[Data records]
=====

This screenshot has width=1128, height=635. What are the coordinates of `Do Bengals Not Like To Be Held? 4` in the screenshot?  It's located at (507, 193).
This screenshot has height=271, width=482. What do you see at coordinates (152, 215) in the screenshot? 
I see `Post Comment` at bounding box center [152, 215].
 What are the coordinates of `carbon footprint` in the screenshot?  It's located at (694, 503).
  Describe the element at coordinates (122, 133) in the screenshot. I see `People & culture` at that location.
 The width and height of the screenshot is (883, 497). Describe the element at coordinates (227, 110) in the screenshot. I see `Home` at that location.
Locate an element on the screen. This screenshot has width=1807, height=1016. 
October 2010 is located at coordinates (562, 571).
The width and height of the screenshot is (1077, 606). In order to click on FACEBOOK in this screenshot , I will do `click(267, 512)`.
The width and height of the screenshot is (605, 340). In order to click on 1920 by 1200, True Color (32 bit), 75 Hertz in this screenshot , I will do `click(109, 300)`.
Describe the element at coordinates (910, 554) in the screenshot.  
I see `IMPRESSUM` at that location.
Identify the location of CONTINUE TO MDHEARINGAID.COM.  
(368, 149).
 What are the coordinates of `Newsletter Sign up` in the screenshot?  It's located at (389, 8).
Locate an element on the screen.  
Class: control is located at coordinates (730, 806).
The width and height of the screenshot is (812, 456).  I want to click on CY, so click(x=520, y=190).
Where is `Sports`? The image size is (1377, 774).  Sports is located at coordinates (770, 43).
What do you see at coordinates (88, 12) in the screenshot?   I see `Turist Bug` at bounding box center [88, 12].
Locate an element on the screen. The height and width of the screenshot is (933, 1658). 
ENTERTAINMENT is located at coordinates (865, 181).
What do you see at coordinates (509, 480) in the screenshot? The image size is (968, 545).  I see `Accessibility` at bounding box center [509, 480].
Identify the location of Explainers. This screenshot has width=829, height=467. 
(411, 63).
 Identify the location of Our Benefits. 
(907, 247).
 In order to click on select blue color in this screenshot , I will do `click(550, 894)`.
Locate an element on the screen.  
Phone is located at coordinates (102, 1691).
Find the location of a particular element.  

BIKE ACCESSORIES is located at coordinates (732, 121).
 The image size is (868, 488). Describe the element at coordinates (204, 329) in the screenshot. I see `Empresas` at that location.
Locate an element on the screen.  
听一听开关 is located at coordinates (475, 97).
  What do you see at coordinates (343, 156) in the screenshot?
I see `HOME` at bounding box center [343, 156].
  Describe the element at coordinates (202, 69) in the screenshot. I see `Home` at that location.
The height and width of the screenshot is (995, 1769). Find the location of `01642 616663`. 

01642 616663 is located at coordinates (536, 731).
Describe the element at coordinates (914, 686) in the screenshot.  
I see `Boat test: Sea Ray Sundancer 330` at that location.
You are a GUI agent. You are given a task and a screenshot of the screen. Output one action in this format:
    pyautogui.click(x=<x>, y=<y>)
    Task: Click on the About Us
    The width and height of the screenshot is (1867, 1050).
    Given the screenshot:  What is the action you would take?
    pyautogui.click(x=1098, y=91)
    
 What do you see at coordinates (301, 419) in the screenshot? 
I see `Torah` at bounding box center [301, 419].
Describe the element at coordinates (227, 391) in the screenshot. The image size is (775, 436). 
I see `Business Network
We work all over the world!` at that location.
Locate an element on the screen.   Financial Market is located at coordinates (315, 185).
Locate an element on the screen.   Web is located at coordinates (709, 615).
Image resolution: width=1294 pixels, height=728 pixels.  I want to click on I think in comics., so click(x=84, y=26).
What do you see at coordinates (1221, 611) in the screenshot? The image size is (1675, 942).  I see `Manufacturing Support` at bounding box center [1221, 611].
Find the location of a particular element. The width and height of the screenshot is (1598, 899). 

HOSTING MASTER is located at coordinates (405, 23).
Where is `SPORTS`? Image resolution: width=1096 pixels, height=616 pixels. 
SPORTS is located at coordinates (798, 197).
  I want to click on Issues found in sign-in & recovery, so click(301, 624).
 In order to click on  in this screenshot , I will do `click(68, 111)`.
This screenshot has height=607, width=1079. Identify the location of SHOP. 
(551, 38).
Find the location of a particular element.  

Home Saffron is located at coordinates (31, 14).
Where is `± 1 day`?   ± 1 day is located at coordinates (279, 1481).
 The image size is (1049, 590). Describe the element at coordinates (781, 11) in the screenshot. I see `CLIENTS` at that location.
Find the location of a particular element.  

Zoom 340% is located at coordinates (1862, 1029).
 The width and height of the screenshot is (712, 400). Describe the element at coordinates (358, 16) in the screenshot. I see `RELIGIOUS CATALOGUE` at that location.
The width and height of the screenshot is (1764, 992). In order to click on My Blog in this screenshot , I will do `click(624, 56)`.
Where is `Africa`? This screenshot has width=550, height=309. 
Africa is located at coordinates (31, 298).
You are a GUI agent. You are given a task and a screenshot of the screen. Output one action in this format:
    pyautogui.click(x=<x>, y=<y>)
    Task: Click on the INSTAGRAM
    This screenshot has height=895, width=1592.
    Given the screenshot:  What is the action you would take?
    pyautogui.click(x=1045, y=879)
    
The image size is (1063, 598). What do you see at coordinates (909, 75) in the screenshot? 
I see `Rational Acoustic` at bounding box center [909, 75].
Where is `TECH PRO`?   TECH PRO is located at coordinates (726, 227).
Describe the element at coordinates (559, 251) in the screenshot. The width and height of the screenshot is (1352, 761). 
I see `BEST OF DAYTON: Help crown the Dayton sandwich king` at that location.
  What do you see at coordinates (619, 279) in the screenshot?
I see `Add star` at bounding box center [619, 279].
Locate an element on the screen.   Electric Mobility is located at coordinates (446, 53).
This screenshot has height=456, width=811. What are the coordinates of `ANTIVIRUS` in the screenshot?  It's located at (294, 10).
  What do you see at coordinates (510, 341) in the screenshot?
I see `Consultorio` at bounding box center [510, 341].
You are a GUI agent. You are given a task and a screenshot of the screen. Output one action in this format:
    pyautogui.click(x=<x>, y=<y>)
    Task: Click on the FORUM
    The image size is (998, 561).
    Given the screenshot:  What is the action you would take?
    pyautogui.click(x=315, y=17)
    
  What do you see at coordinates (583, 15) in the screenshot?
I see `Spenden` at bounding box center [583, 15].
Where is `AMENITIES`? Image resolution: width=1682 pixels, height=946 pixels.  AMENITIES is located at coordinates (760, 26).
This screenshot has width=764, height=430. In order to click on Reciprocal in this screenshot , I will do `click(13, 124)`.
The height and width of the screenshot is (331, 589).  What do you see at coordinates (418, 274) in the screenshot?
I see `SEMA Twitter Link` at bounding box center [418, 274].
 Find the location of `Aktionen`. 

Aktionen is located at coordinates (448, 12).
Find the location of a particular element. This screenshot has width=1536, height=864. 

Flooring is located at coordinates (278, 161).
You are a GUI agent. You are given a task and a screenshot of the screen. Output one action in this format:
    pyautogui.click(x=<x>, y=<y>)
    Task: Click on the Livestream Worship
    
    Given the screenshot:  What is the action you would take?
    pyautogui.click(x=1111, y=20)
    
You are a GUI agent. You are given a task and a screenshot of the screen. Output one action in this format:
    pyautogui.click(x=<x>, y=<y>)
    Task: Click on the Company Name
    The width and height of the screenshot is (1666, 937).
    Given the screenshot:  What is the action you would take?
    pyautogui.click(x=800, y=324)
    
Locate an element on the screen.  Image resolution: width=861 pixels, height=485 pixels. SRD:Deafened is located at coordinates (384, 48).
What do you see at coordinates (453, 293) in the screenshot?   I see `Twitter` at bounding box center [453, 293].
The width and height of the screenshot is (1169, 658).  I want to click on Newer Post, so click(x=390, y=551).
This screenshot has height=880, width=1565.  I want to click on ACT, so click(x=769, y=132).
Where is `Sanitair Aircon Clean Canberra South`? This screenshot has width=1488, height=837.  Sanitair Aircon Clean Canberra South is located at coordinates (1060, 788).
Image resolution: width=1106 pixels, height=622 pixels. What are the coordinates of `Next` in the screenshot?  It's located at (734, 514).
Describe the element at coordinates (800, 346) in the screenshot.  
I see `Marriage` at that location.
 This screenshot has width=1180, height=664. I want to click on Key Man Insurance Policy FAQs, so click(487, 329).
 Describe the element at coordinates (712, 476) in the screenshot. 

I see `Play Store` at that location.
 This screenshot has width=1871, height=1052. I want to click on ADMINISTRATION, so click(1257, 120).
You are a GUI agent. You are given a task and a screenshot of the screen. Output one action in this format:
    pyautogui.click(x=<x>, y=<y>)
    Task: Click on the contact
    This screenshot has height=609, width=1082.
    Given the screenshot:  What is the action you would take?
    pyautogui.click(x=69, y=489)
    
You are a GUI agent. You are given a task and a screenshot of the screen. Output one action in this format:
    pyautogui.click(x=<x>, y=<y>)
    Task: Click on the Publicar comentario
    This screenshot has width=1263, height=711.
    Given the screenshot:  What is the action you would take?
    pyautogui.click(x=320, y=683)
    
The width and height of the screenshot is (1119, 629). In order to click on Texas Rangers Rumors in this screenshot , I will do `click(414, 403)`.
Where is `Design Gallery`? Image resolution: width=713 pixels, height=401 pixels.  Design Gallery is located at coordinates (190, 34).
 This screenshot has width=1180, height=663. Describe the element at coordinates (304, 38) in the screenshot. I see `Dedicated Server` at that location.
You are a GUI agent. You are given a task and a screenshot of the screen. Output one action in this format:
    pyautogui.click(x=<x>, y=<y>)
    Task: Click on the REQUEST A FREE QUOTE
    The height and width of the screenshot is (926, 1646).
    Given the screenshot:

=====

[Exercise requirements] From the records above, pick out and copy each line holding the word "will".

[Response box]
The width and height of the screenshot is (1077, 606). In order to click on FACEBOOK in this screenshot , I will do `click(267, 512)`.
The width and height of the screenshot is (605, 340). In order to click on 1920 by 1200, True Color (32 bit), 75 Hertz in this screenshot , I will do `click(109, 300)`.
 In order to click on select blue color in this screenshot , I will do `click(550, 894)`.
 In order to click on  in this screenshot , I will do `click(68, 111)`.
The width and height of the screenshot is (1764, 992). In order to click on My Blog in this screenshot , I will do `click(624, 56)`.
This screenshot has width=764, height=430. In order to click on Reciprocal in this screenshot , I will do `click(13, 124)`.
The width and height of the screenshot is (1119, 629). In order to click on Texas Rangers Rumors in this screenshot , I will do `click(414, 403)`.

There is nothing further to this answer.